Well, Avena, what has moved thee to bring a fresh face into this my dungeon, prithee? It should be somewhat of import." "Madame, this is my Lord's Grace elect of York, who, coming hither on his way southwards, mine husband counted it good for your Grace's soul to shrive you of his Grace's hand. My Lord, if your Grace have need of a crucifix, or of holy water, both be behind this curtain.

Next morning I made my confession to the old priest that, amongst other matters, he might shrive me of the blood which I had shed, though this he said needed no forgiveness from God or man, being, as I think, a stout Englishman at heart.

Fierce and wild are yon blood-dogs; and man must needs shrive soul and make will, if he will go to their kennel." "I feel sure that my bode will be safe," answered Harold: for Gryffyth has all the pride of a king, and, sparing neither man nor child in the onslaught, will respect what the Roman taught his sires to respect envoy from chief to chief as a head scatheless and sacred."

There was a profound silence now outside as the priest bent lower and lower till his lips almost touched the ear of the dying man; and every word of the broken abrupt sentences was audible to all in the room. "Ralph Ralph dear brother. You are at the point of death. I must shrive you. You have sinned very deeply against God and man. I shall anoint you afterwards.

I will acquaint thee with the whys and wherefores as we go. Nay, never mind the lamp, thou can'st say adieu to that. Our horses are tethered to a tree below, and thou must shrive a friend who is at death's door a priest. I have ridden throughout the livelong day to fetch thee. Art thou ready now?" "What, so soon? This is sudden indeed." "Aye, man, so soon.

Suddenly turning to a young brother who had lately joined the convent, he said to him, "And what of the pretty Clarice, my brother?" The blood flushed deep into the pale cheek of the young monk, and his frame shook with some interior emotion, as he answered, "She is recovering." "And she sent for thee to shrive her?"
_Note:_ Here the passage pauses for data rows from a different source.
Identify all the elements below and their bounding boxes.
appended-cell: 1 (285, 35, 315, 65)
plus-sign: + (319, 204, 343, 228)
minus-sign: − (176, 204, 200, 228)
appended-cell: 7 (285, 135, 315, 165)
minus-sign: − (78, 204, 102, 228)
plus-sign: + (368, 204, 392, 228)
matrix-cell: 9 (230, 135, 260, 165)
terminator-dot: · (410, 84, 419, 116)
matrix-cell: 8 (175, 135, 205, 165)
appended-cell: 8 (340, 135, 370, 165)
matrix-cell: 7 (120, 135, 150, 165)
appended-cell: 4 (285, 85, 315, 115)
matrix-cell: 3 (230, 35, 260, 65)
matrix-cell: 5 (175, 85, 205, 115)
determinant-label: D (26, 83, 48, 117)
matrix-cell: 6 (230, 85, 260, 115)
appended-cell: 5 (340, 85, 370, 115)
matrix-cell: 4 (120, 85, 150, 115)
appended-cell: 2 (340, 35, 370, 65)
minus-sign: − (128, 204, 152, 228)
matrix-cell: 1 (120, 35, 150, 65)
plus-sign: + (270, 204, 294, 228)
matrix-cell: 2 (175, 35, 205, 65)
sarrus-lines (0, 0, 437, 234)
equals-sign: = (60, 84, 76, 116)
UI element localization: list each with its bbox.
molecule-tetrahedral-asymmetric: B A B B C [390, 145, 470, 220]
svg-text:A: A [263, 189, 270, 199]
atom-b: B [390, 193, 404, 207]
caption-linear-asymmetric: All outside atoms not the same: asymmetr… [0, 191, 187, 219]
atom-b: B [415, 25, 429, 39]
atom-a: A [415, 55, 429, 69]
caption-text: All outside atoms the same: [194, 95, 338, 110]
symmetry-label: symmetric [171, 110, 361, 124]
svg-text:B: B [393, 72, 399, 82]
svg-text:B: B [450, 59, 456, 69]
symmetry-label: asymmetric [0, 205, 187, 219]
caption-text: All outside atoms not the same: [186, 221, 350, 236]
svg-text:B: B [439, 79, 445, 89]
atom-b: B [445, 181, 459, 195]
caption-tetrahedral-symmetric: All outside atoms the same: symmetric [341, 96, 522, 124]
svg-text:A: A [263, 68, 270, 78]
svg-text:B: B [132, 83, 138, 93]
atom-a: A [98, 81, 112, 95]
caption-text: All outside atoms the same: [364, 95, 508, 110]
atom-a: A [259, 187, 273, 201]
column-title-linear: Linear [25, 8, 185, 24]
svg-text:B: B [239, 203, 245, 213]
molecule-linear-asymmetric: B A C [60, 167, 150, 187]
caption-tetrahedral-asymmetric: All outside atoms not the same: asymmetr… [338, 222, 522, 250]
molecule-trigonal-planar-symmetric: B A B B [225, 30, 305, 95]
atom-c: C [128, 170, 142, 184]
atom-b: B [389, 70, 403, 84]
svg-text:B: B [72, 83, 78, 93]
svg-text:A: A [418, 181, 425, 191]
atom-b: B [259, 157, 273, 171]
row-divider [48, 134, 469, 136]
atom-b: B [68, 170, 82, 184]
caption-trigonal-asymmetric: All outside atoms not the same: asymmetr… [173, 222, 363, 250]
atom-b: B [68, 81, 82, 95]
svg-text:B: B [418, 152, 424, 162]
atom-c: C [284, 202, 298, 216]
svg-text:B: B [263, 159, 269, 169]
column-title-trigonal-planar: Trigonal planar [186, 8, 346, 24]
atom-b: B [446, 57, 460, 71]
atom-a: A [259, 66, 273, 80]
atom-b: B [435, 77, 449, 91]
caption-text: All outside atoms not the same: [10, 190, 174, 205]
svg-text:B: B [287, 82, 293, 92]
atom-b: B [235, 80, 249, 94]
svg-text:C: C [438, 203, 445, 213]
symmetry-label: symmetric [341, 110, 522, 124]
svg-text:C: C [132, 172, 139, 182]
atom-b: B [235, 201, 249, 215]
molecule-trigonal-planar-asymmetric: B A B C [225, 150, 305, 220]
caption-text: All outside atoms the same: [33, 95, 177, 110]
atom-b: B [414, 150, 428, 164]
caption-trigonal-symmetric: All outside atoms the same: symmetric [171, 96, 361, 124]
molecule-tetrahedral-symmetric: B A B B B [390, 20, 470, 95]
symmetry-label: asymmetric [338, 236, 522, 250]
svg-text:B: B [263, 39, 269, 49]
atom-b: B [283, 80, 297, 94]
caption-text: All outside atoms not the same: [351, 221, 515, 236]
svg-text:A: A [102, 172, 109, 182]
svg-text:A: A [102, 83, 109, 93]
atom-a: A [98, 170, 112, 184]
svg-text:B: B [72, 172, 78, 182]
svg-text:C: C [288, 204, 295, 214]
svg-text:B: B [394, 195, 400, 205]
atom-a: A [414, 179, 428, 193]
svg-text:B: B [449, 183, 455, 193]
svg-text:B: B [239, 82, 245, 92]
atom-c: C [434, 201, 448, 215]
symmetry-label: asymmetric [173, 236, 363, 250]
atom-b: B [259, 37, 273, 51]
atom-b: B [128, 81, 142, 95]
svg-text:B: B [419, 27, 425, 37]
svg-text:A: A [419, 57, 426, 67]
A little group of Mexicans, riding northward with sullen faces, urged on their jaded ponies viciously as they thought of the gold that was to have been paid them for this morning's work, and of the gold that to-morrow night must go to pay the priest who should shrive them; and they had nothing gained wherewith to pay.
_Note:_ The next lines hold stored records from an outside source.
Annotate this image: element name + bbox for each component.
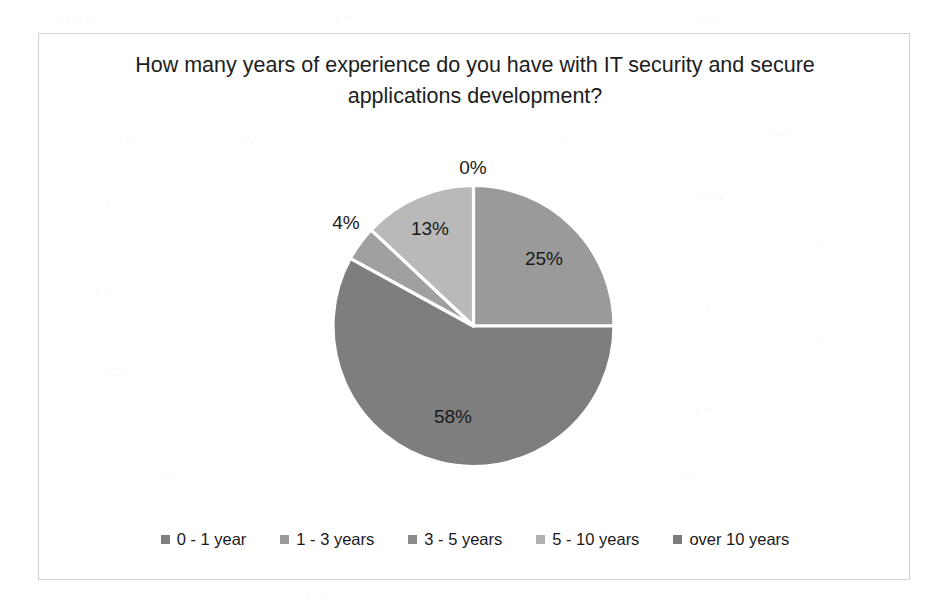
chart-container: How many years of experience do you have…: [38, 33, 910, 580]
legend-label: 3 - 5 years: [424, 530, 502, 549]
legend-swatch-icon: [408, 535, 417, 544]
pie-chart-svg: [39, 34, 911, 581]
pie-slices: [333, 186, 614, 467]
pie-plot-area: 0% 25% 58% 4% 13%: [39, 34, 911, 581]
legend-item[interactable]: over 10 years: [673, 530, 789, 549]
legend-swatch-icon: [673, 535, 682, 544]
legend-label: over 10 years: [689, 530, 789, 549]
slice-data-label-3: 4%: [332, 212, 359, 234]
legend-item[interactable]: 3 - 5 years: [408, 530, 502, 549]
slice-data-label-1: 25%: [525, 248, 563, 270]
legend-swatch-icon: [536, 535, 545, 544]
chart-legend: 0 - 1 year1 - 3 years3 - 5 years5 - 10 y…: [39, 530, 911, 549]
legend-item[interactable]: 0 - 1 year: [161, 530, 247, 549]
legend-item[interactable]: 1 - 3 years: [280, 530, 374, 549]
legend-swatch-icon: [161, 535, 170, 544]
slice-data-label-0: 0%: [459, 157, 486, 179]
legend-label: 5 - 10 years: [552, 530, 639, 549]
slice-data-label-2: 58%: [434, 406, 472, 428]
legend-swatch-icon: [280, 535, 289, 544]
legend-label: 0 - 1 year: [177, 530, 247, 549]
slice-data-label-4: 13%: [411, 218, 449, 240]
legend-label: 1 - 3 years: [296, 530, 374, 549]
legend-item[interactable]: 5 - 10 years: [536, 530, 639, 549]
"You are required to shrive a dying man, Senor Padre," said an Indian who approached him. He was led towards the engine of death. There, beneath it, he found, pale with terror, and trembling in every limb, the corregidor, his patron. "They tell me, my son, that I am to perform the last offices of religion for the dying," said Padre Diogo.

Not a brother of the cloth could be found to take the father's place, and this loss proved exceedingly awkward to all at Haddon at this juncture. The Reformation had come in with so much vigour; the enactments against the Roman Catholics were so stringent, that not even another priest could be found to shrive him. The pendulum of fortune had indeed swung back again with a vengeance.